Top Qs
Timeline
Chat
Perspective
Jimena Canales
Mexican-American historian of science From Wikipedia, the free encyclopedia
Remove ads
Jimena Canales is a Mexican-American historian of science and author with a background in physics and engineering.
Remove ads
Career
Summarize
Perspective
Jimena Canales is the author of Simply Einstein (2021),[1] Bedeviled: A Shadow History of Demons in Science (2020),[2] The Physicist and the Philosopher: Einstein, Bergson and the Debate that Changed Our Understanding of Time (2015)[3] and A Tenth of a Second: A History (2009)[4] as well as numerous articles on the history of modernity; specializing in art, science and technology (appearing in Artforum, Aperture, WIRED, The New Yorker,[5] The Atlantic,[6] NPR,[7] among others). Canales obtained a B.S. in engineering physics at the Instituto Tecnológico de Estudios Superiores de Monterrey in 1995, a master's degree in History of Science at the Harvard University and a PhD in History of Science at the same university in 2003. In 2004 she worked as an assistant professor in the Department of History of Science at Harvard University and in 2013 she was promoted to associate professor.[8] In 2012 she was senior fellow at the Internationales Kolleg für Kulturtechnikforschung und Medienphilosophie and in the summer she worked as a visiting professor at the Summer School for Media Studies at Princeton University in the German department.[9] In 2013 she was recruited to the University of Illinois at Urbana-Champaign as the Thomas M. Siebel Chair in the History of Science, which she held until 2017.[10]

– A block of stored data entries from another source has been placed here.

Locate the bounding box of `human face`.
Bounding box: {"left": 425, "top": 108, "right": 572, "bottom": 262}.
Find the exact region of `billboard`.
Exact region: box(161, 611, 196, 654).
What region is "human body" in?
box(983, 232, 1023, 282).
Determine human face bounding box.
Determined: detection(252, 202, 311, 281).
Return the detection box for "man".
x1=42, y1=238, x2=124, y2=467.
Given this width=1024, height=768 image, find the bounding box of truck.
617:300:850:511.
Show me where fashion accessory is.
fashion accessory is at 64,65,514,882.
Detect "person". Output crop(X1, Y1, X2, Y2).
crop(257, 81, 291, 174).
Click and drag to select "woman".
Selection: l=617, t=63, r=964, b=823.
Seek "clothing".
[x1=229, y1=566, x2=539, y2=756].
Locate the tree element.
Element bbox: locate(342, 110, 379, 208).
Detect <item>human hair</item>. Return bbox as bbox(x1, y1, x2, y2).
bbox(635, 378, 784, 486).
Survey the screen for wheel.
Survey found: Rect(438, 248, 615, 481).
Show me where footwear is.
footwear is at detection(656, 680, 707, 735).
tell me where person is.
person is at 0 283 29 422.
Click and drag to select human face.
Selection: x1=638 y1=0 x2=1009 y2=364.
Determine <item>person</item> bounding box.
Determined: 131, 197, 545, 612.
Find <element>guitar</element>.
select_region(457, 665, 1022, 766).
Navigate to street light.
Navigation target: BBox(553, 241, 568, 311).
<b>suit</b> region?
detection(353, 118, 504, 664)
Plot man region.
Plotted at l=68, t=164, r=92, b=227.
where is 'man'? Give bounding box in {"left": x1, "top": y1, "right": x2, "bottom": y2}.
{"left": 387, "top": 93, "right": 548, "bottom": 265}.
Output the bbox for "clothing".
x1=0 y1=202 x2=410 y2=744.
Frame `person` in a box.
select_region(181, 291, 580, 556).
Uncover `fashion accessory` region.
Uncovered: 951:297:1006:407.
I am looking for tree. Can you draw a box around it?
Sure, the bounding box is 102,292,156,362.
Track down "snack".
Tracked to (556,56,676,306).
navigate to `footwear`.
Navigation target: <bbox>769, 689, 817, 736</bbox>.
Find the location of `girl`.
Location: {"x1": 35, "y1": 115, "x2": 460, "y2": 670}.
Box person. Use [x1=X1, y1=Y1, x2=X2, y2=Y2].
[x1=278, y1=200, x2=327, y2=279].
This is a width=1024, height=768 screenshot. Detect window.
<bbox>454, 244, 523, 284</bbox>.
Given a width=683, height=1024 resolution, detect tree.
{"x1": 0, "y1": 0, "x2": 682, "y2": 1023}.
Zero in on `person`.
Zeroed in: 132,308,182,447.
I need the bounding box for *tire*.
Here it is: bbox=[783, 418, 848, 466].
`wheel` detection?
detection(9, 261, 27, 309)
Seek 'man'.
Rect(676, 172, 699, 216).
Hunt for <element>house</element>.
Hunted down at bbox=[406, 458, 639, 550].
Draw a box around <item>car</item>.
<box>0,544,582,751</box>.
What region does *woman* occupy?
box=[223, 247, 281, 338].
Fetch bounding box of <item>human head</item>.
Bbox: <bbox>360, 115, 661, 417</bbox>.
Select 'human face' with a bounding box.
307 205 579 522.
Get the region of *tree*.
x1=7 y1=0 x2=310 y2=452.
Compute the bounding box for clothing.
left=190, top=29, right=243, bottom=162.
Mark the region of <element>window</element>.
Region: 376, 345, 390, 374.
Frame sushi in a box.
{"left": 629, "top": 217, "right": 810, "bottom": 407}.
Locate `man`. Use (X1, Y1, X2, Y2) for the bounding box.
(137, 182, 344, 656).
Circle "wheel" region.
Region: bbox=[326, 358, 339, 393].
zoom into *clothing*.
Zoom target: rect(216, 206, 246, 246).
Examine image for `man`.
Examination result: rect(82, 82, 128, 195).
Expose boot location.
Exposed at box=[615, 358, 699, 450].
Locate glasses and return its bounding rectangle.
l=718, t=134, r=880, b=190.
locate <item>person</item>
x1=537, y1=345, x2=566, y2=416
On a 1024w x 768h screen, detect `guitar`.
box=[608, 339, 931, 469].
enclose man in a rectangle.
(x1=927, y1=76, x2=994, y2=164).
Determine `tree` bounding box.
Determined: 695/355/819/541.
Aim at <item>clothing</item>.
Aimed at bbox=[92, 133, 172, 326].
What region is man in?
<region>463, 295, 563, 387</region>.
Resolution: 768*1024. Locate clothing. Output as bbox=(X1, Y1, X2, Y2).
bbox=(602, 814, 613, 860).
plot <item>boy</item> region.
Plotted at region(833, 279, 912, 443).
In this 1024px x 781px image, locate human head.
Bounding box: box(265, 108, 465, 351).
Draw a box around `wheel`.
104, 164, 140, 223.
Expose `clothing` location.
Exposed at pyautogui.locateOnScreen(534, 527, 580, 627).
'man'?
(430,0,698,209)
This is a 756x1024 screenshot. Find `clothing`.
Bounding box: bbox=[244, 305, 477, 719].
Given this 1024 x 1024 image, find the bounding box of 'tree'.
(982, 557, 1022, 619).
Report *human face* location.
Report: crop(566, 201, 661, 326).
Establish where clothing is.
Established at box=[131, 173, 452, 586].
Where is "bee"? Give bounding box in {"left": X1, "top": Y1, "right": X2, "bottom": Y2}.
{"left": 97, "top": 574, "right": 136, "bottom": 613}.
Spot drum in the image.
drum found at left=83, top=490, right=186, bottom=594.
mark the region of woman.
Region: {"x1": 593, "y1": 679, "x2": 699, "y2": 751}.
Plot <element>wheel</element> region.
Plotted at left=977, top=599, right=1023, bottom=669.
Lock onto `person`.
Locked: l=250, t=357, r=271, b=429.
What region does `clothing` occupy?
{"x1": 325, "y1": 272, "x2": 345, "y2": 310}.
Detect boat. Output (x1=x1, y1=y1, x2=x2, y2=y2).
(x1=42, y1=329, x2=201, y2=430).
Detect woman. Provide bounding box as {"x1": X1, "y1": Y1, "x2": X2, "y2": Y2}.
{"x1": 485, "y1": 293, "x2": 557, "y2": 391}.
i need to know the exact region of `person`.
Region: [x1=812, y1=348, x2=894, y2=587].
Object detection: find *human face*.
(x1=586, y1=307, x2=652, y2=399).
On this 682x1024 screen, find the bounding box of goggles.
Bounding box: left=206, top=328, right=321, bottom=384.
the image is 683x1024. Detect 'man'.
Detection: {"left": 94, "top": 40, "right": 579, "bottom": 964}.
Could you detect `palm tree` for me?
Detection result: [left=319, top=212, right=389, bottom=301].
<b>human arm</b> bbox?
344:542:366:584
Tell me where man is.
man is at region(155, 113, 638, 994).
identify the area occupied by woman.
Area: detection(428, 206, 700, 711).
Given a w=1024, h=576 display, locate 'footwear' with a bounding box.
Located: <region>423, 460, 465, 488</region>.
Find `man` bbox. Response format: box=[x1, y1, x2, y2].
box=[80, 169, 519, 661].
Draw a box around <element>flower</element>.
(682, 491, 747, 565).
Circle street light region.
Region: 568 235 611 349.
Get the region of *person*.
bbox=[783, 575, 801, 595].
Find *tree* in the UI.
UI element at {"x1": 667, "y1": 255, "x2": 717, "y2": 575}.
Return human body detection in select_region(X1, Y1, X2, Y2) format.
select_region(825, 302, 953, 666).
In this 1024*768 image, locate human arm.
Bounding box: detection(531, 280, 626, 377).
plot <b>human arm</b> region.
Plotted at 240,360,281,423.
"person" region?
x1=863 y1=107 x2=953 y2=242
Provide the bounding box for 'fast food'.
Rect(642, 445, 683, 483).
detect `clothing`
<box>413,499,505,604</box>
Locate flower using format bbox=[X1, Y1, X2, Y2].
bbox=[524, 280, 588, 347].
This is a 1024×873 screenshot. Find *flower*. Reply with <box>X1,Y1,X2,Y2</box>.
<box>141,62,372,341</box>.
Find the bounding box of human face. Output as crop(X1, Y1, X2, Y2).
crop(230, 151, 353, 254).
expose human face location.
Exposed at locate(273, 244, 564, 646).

Jimena Canales has collaborated with the philosopher Bruno Latour, the artist Olafur Eliasson and the cosmologist Lee Smolin.[11]
Her presentations on art and science has been featured at the Centre Georges Pompidou,[12] San Francisco Museum of Modern Art (SFMOMA),[13] the 11th Shanghai Biennale[14] and the Institute of Contemporary Art, Boston (ICA).[15]
Remove ads
Awards and reviews
- Premio Cosmos, per la divulgazione scientifica for L'Ombra del diavolo[18]
- The New Yorker reviews[19]
- The Washington Post reviews[20]
- The Guardian's Top 10 Books About Time[21]
- Books of the Year 2016[22]
- 25 Top Ibero-american Intellectuals[23]
- Best Science Books for 2015[24]
- Independent's Top Reads of 2015[25]
- Science Friday's Best Science Books of 2015[26]
- Charles A. Ryskamp Award from the American Council of Learned Societies[27]
- University of Chicago Press Bevington Prize (2008)[28]
- Prize for Young Scholars (2005), awarded by the International Union of History and Philosophy of Science, History of Science[29]
Remove ads
Books and selected articles
books
- (2009) A Tenth of a Second: A History, University of Chicago Press, ISBN 9780226093185
- (2016) The Physicist and the Philosopher: Einstein, Bergson and the Debate that Changed Our Understanding of Time, Princeton University Press ISBN 9780691173177
- (2020) Bedeviled: A Shadow History of Demons in Science, Princeton University Press, ISBN 978-0691175324
- (2021) Simply Einstein, Simply Charly publ. ISBN 9781943657452
articles
- The Secret PR Push That Shaped the Atomic Bomb's Origin Story, The Atlantic
- Albert Einstein’s Sci-Fi Stories, The New Yorker
- An Ode To Insignificance: Buttons, Touchscreens, And Other Dangerous Technologies, NPR
- Siri, Cortana, And Alexa Carry The Marks Of Their Human Makers, NPR
- This Philosopher Helped Ensure There Was No Nobel for Relativity, Nautilus
References
External links
Wikiwand - on
Seamless Wikipedia browsing. On steroids.